State, local governments honored for NIEM initiatives
A number of state and local governments were honored with the 2014 Best of NIEM award, which highlights the work that organizations do to use the National Information Exchange Model managed out of the federal government’s Homeland Security Department.
At its core, NIEM is a collaborative partnership of agencies and organizations across all levels of government and with private industry that aims to share critical information at in areas such justice, public safety, emergency and disaster management, intelligence, and homeland security enterprise.
NIEM is designed to develop, disseminate and support enterprisewide information exchange standards and processes that will enable jurisdictions to automate information sharing.
According to a press release, the winners from state and local government are:
Shared Computer Operations for the Protection and Enforcement II — from the Nevada Department of Public Safety; Clark County, Nevada; Las Vegas Metropolitan Police Department; Henderson, Nevada; Las Vegas and North Las Vegas.
The project, called SCOPE II, is a regional initiative to modernize and replace 35- and 45-year-old public safety legacy information systems.
SCOPE II enables 80 law enforcement and justice agencies at every level of government to share information to provide enhanced public safety and justice services by using a shared repository, including person demographics, descriptors and criminal history, to provide agencies with more complete and accurate information.
The benefits in time savings are estimated to be $8.3 million per year.
North Carolina Families Accessing Services through Technology — from the North Carolina Department of Health and Human Services.
The program introduces new technological tools and business processes that will enable the North Carolina Department of Health and Human Services and the 100 county departments of social services to spend less time performing administrative tasks and more time assisting families.

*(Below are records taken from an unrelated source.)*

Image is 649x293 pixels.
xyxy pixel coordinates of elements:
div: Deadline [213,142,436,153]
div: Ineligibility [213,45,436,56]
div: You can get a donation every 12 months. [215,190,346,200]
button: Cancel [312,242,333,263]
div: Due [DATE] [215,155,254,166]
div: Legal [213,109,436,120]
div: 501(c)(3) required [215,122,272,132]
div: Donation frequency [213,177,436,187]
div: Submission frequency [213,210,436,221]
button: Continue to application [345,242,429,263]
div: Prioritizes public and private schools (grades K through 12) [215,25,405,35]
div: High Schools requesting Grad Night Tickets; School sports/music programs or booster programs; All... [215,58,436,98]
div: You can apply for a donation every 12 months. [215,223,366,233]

The use of NIEM helped facilitate the design and implementation of services and message exchanges that are common to many HHS services in most states, so they can be reused.
This provided other states with the opportunity to reuse and build upon a rich set of message exchanges and architectural framework and enabling them to provide enhanced, effective and efficient services to families.
The Wisconsin Department of Corrections information sharing — from the state of Wisconsin, with funding from the National Crime Information Center Information Sharing Act and in partnership with the Justice Department.
The Wisconsin Department of Corrections completed two projects to better identify offenders and share real-time information.
Offenders are identified through the Synchronization Process, which sends fingerprint images taken by DOC agencies to DOJ and DOC at the same time. Now, DOJ receives all alias names, active offenses and rules of supervision — data elements that couldn’t have been shared with the old batch files. This improves efficiency for the law enforcement community and saves money for the DOC Monitoring Center and agents, since law enforcement no longer needs to call them for the information.
Pima County, Arizona, Justice–Health Integration Project — from Pima County, Arizona.
Like many jurisdictions across the country, Pima County, Arizona, faces challenges managing offender care and their successful re-entry into the community as service demands increase and budgets decrease. The Pima County Justice-Health Integration Initiative used NIEM to leverage participating stakeholder information systems, establishing a standard vocabulary so the agencies could share information and translate the content into the language of each system. NIEM’s extensibility enabled them to define medical and behavior health terminology used by stakeholder agencies.
This exchange will promote discharge planning for offenders, improve the efficacy of community care, and subsequently reduce recidivism and associated expense to the community.
This effort went live August 2014 and will significantly reduce the number of labor intensive, manual phone calls between medical staff at the Pima County Adult Detention Center and the Community Partnership of Southern Arizona.